My home is at about 2,500 feet above sea level, and I experience typical western summers, meaning it gets hot, but at the 600 feet elevation in Ohio, the 1:9 twist cost me a title that year.
I'm now using a 1:7.5 twist to drive 6mms. Using bullets suitable for NRA Highpower, there will be no ill effects from going one turn faster than you think you might need.
Barrel length It has been a standard for a good while now to use a 26-inch barrel on an across-the-course rifle and add a couple inches, or more, to that for a long-range rifle.
I once tried a 6.5-.284 with a 29-inch barrel and eight-inch sight extension tube, and it produced such a vibration node that it took about a second and a half for the scope to clear up--it was like hitting a tuning fork. I knew that couldn't be good. I cut an inch off the barrel and an inch off the tube and the vibration went away completely.
You can get a tube too long, and a barrel too long. From my experiments, a six-inch tube works well with a .308, or smaller, caliber, and I think 28 inches is as long as a barrel needs to be.
Contour Barrel contour has been another area of evolution for me. The contour I'm using now is quite a lot smaller than what I used for the majority of my career. As with other things, I tended to stay with what had been working for me, and that was originally determined by what most others were using with success. I learned that just because something works doesn't mean that there's not something better.
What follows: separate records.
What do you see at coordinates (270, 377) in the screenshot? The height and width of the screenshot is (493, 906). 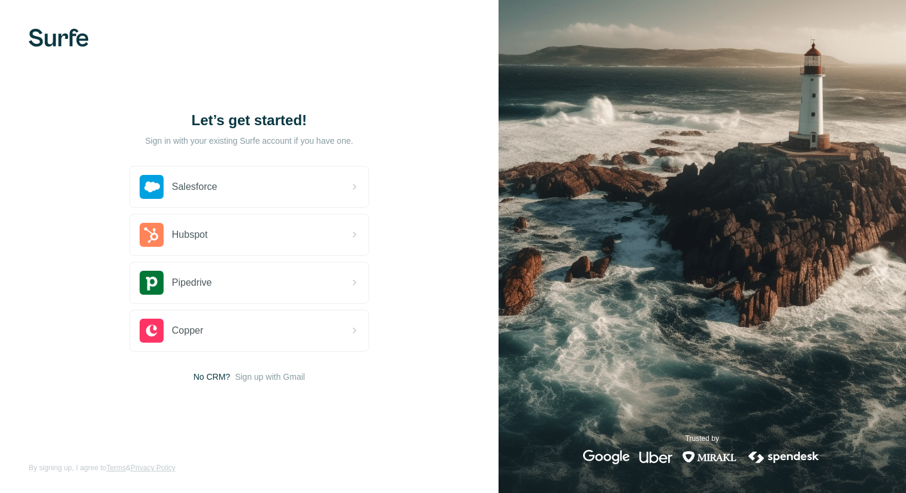 I see `span: Sign up with Gmail` at bounding box center [270, 377].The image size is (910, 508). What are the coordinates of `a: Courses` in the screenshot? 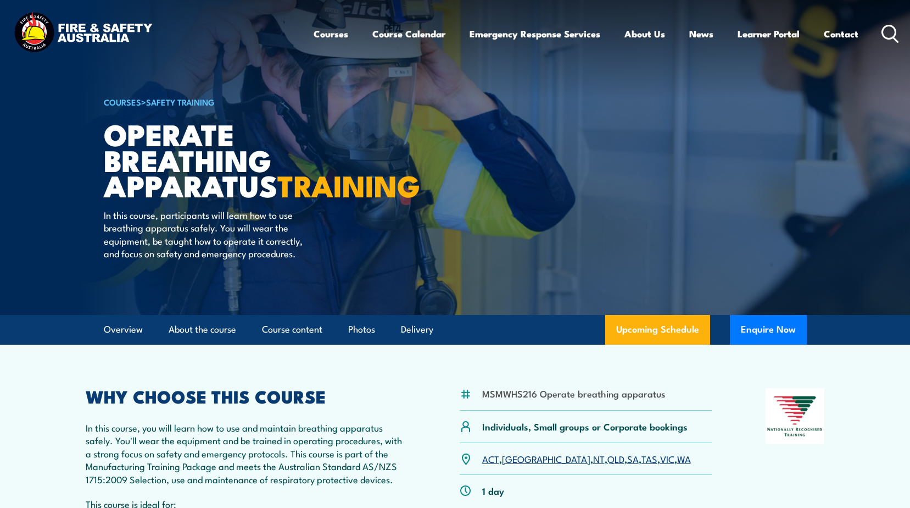 It's located at (331, 34).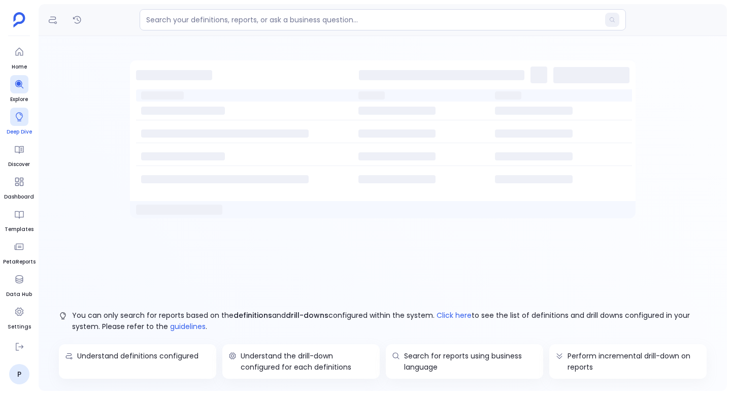 This screenshot has width=731, height=395. Describe the element at coordinates (471, 361) in the screenshot. I see `p: Search for reports using business language` at that location.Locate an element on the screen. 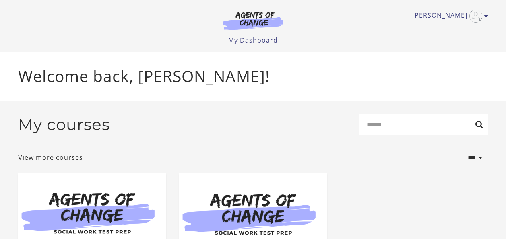 The height and width of the screenshot is (239, 506). a: Toggle menu is located at coordinates (448, 16).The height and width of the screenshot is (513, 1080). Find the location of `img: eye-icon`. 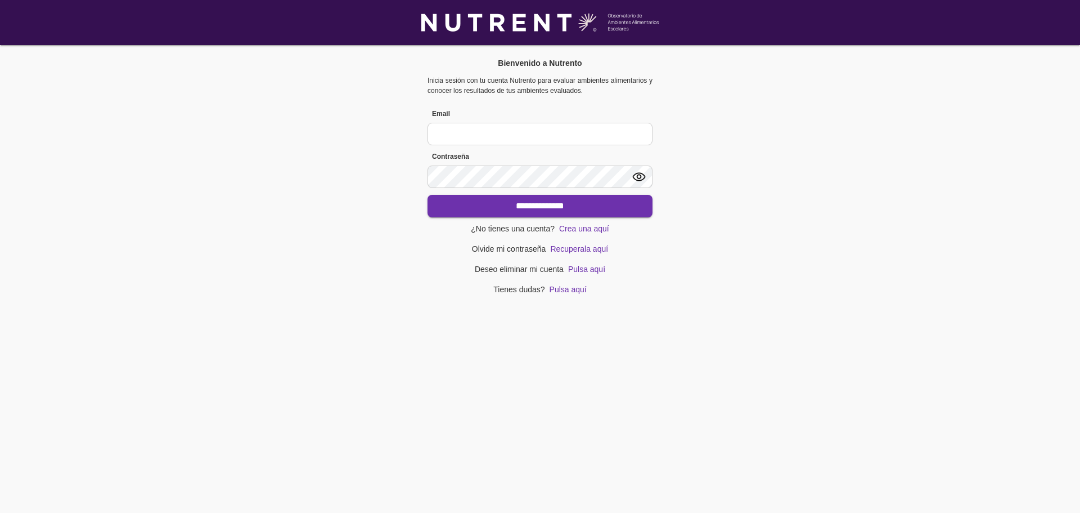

The barrel profile I'm currently using is essentially the smallest diameter barrel that doesn't shoot any worse than the heaviest barrel. It is about one pound lighter than the old straight-taper profile I used to use. I went to the lighter barrel to increase my options in rifle fitting. By making the barrel lighter, I could add or remove weight to the fore-end rail, and relocate it, to enhance my position-shooting preferences.
The contour starts at 1.200 inches (like always), then steps to 0.950 and tapers to 0.875 at the muzzle at 25 inches (not withstanding the 0.75-inch parallel section for front sight mounting). I am convinced that a barrel doesn't have to be one bit bigger than this to shoot well.